Given the Beveridge Curve’s sharp shift post-2008, you can probably already guess what happened to it following March 2020.



Shifted even more outward; so much more it’s actually quite ridiculous. There’s still the downward slope, that’s good, but the supposed or expected intuitive relationship between the measure of labor demand (some form of job openings rate) and the mainstream metric for labor use (unemployment rate) is even more out of whack.

Does this make JO more reliable, or simply raise even more questions about its construction, use, and then interpretive value?

And these curves use the standard BLS unemployment rate or its official labor force to come up with the utilization number for each X-axis.

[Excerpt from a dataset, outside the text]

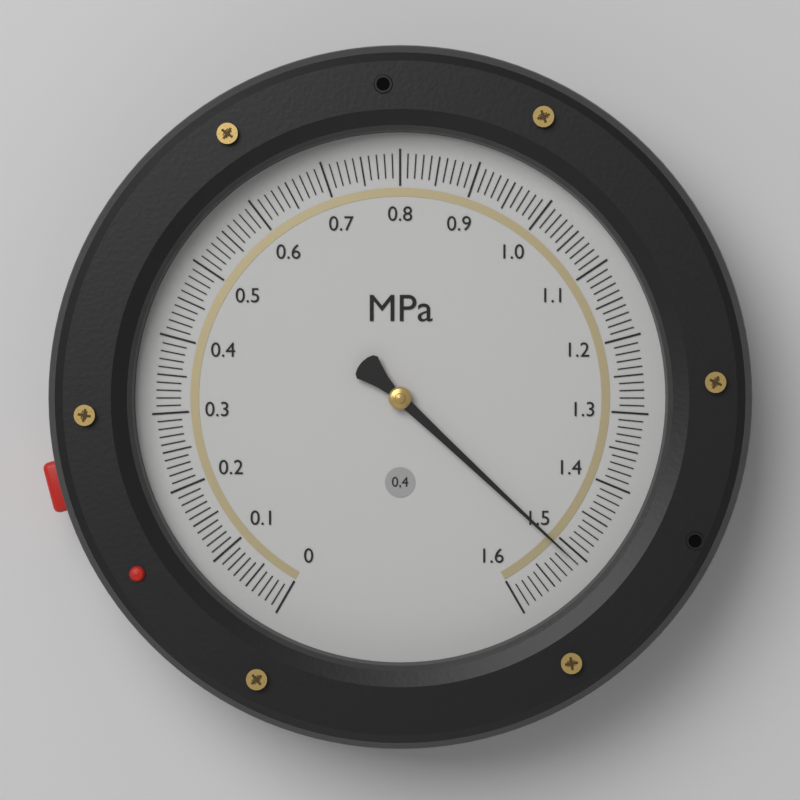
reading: 1.51 MPa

Back years ago, I came up with what I still believe a more consistent metric which at least tried to account for the participation problem, and in doing so this only shows just how far unaligned, detached these curves have grown since, oh, early 2009. The alternate 2009-19 curve is hanging out even farther outward.



One constant in all three of the curves for 2020-21 is how they haven’t been curves much at all since last January; most pronounced and most obvious in the alternate version. At least before then, the green line alternate was in the vicinity of its 2009-19 neighbor (immediately above).

All of the green lines went practically vertical for the first seven months of 2021 when Job Openings data went straight up. 

At the very least, this tells you in very strong terms to question JO and not take it at face value given how even the highly favorable unemployment rate can’t come close to matching it! In the mainstream, the inflationary LABOR SHORTAGE!!!! is constantly put forward as the only explanation possible, the only way to interpret labor market data.

Trust the Fed’s verdict.

That’s not true, nor has it been for many, many years. In this sense, nothing has actually changed; not in 2021, either. If anything, the problems have gotten worse – data incongruencies along with very likely the real economy problems responsible for them.

Companies appear to advertise for work, but won’t pay or even hire when the time “comes.” The next step would be to figure out why (see: October 2008 and how it was right then the Labor Force changed).

The latest FOMC minutes published this afternoon show just how “hawkish” the Fed has skewed. Not because of last year’s CPIs, but for what officials believe (without having any way of figuring the monetary system) is a deadly combination of rising inflation expectations coupled with what their models employing direct numbers like JO (Yellen’s “inflation dashboard”) tell them is an increasingly tight labor market.

It’s just that the “labor market” is “tight” if in the same exact ways it had been the last time(s) the FOMC was so hawkish. If not more so (misleading).